Xavier traced the signal. It routed through three proxies: a server in Luxembourg, one in the Cayman Islands, and a final hop to a private bank in Zurich.
*The algorithm.*
He ran the decryption software he’d prepared—custom-built, tested against a thousand simulated networks—and watched the data unfold.
Numeric strings. Transaction IDs. Account numbers.
Seventeen percent of the Covington Industries pension fund was being redirected into a series of shell companies, each registered to a different name, each name appearing exactly once. The total sum was substantial. The victims were employees who had contributed for decades, expecting security in retirement.
Flynn Covington had stolen their futures. And he’d hidden it in plain sight, buried inside an algorithm designed to look like legitimate risk management.
Xavier closed the laptop.
He sat in the storage unit’s single folding chair and let the silence settle around him. The air smelled of dust and cardboard and the faint chemical tang of old electronics. The only light came from a single bulb above his head, casting long shadows across the concrete floor.
*This is how you take Covington. Not with violence. With paper.*
He’d need the raw files from the server room. He’d need the transaction history for the past five years, not just the sample. And he’d need someone inside the boardroom when Silas delivered his next quarterly report.
But first, he needed to see the full ledger.
He pulled out his phone. A message from Selene: *Flynn left early. Planning something big. Big meeting Friday.*
Friday. Four days away.
He typed a response: *I’ll be ready.*
He spent the next three hours mapping the Friday schedule, cross-referencing it with his sensor data, identifying the gaps. By midnight, he had a plan.
At 1:00 AM, he returned to the tower for his shift.
—
The forty-eighth floor was quiet. The operations hub hummed with the low vibration of servers. The boardroom door was closed, light spilling through the frosted glass panels.
Xavier pushed his cart past it, his eyes scanning. The guard was at the far end of the corridor, checking his phone. Thirty seconds until he turned.
Twenty.
Ten.
Xavier reached the boardroom door. Through the frosted glass, he saw shadows moving. Two figures. One seated at the head of the table. One standing by the window.
Silas Covington’s voice carried through the door, muffled but audible.
“—the quarterly numbers are prepared.

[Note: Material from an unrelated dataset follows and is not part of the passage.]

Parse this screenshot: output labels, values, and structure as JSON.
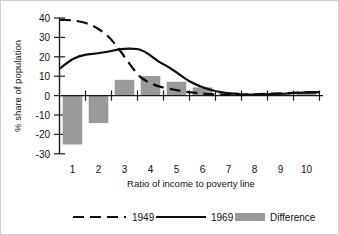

We’ll announce the pension restructure on Monday.”
“Forty percent reduction,” a second voice said. “The board will push back.”
“Then we’ll replace the board.”
Xavier’s hand tightened on the cart’s handle. He forced himself to keep moving.
The guard turned. Their eyes met. Xavier nodded, gestured at the door with his rag, and said, “Glass was streaky. I’m just waiting until they finish.”
The guard nodded back, uninterested, and resumed his patrol.
Xavier pushed the cart to the end of the corridor. He positioned himself near the glass door that led to the executive washrooms, pulled out a bottle of glass cleaner, and began to wipe.
Inside the boardroom, the conversation continued.
“Find the boy first,” Silas said. “Dead men can’t testify.”
The words landed like steel. Xavier’s reflection stared back at him—gray uniform, cap pulled low, rag in hand. But beneath the surface, something cold and precise was taking shape.
He had the sensor data. He had Selene. He had seventy-two hours until Friday.
And now he knew their priority.
*Dead men can’t testify.* But Oliver wasn’t a man. He was eight years old. And he was Xavier’s son.
As Xavier wiped a glass door, he heard Silas’s voice from inside the boardroom: “Find the boy first. Dead men can’t testify.”